By express provision of the statute, a second marriage of one whose former spouse has been sentenced to prison for life, is not invalid. (Domestic Relations Law, § 6, subd. 2.) The reason underlying the statute is evident from its antecedents. Life imprisonment not being a common-law penalty, but a statutory one, it was originally thought, for greater caution, that those upon whom this punishment was imposed should be formally classified civiliter mortuus. And the same precaution is carried into the Penal Law (§ 511), as well as into section 6, subdivision 2, of the *472Domestic Relations Law, as it was into section 58 of that law (formerly chapter 206 of the Laws of 1822), viz., that a pardon granted to one imprisoned for life shall not restore the convict to his marital rights.
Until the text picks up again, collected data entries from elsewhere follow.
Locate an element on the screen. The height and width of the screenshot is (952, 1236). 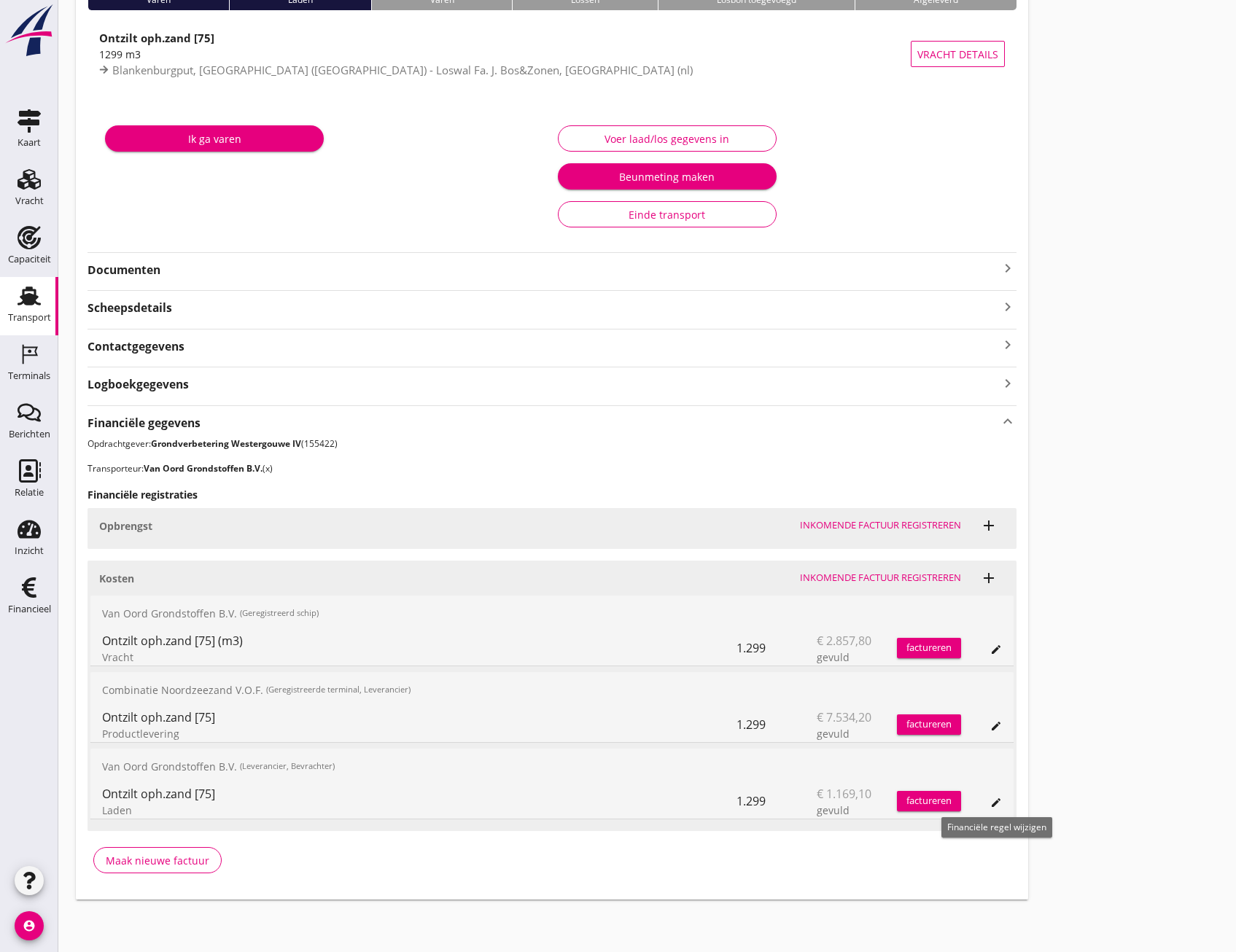
strong: Van Oord Grondstoffen B.V. is located at coordinates (203, 468).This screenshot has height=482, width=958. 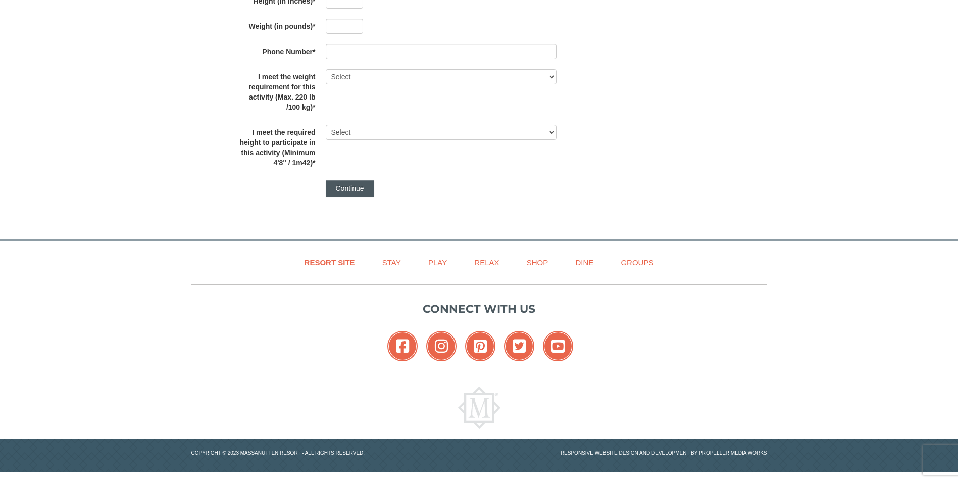 I want to click on strong: Weight (in pounds)*, so click(x=282, y=26). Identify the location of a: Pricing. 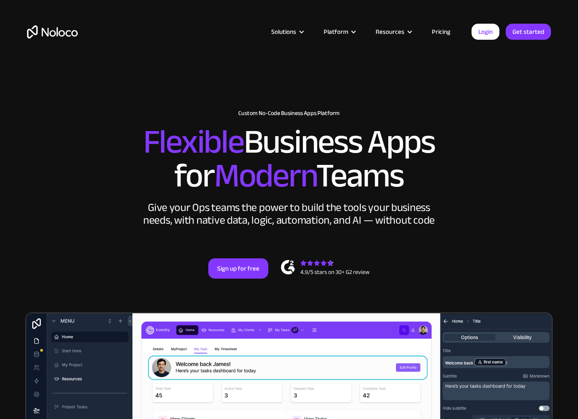
(441, 32).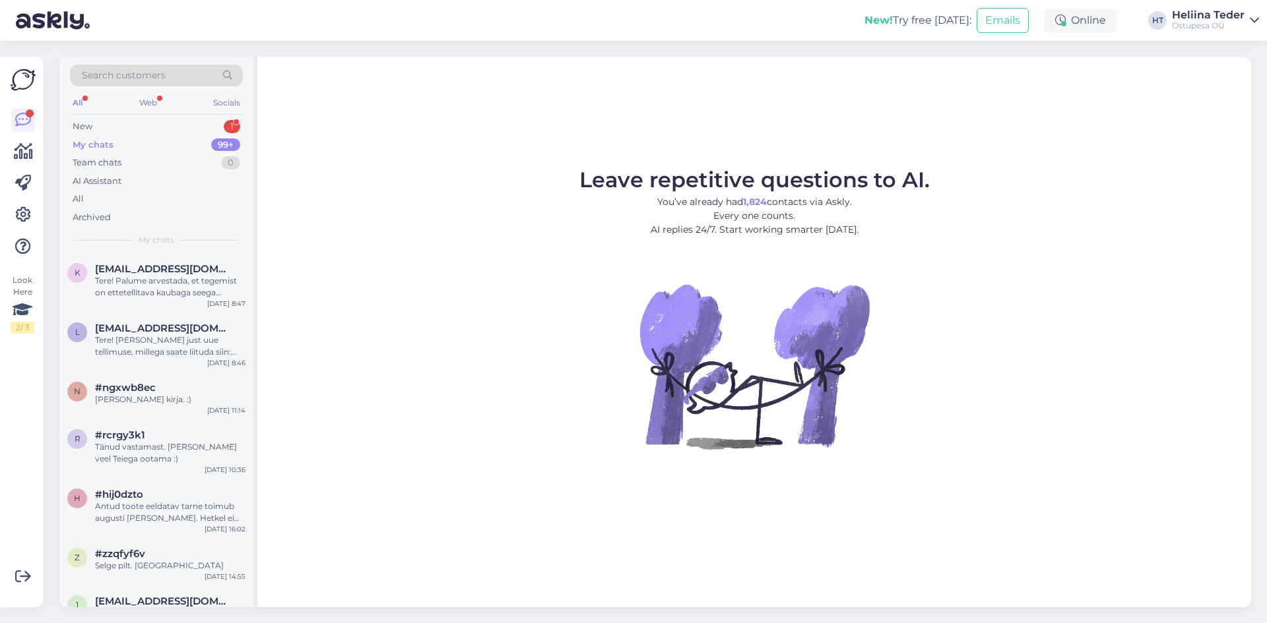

And the Court of Appeals has said, in referring to the antecedent statute of our present section 341, subdivision 4, of the Penal Law (2 R. S. 687, § 9, subd. 6), containing a provision substantially the same: “ The statute, without expressly declaring this result, assumes that a life sentence of the husband, ipso facto, dissolves his marriage.” (Avery v. Everett, supra, p. 332.) Similarly, the antecedent statute of our present section 6, subdivision 2, of the Domestic Relations Law (2 R. S. of 1829, p. 139, § 5, subd. 2), contains language almost identical with that referred to in the Avery case. And while it was thought necessary in early legislation to provide particularly that one sentenced to prison for life (a new formula of punishment) was civilly dead, such particularity as to the death sentence was unnecessary under the general and well-understood common-law rule. So, by the common law, apart from the statutes in consonance with it, one finally sentenced to death is civilly dead, and his marriage is thereby dissolved, at least at the election of the other spouse.
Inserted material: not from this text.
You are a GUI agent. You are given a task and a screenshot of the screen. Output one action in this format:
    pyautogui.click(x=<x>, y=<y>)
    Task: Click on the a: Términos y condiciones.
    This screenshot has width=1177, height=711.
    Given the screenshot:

The conclusion reached here is quite in accommodation with the present Domestic Relations Law. For section 6 provides: “A marriage is absolutely void if contracted by a person whose husband or wife by a former marriage is living, unless either: 1. Such former marriage * * * has been dissolved for a cause other than the adultery of such person. ’ ’ By that language it is recognized and implied that a marriage may be dissolved for cause other than adultery, the only offense which, by statute, may form a basis for an action for the dissolution of a marriage in this State. And, as indicated in the Avery case, civil death is likewise a cause which, ipso facto, dissolves the marital tie. A judgment of dissolution is unnecessary. The defendant’s first husband, at the time of the second marriage, was under final sentence of death, and accordingly was civilly dead; and she was free to remarry at that time, apart from the special and affirmative provisions of the Domestic Relations Law.
The decree of annulment should be reversed, with costs, and the complaint dismissed.
Hill, P. J., Crapser, Bliss and Heffernan, JJ., concur.
Decree of annulment reversed on the law and facts, with costs and complaint dismissed, with costs.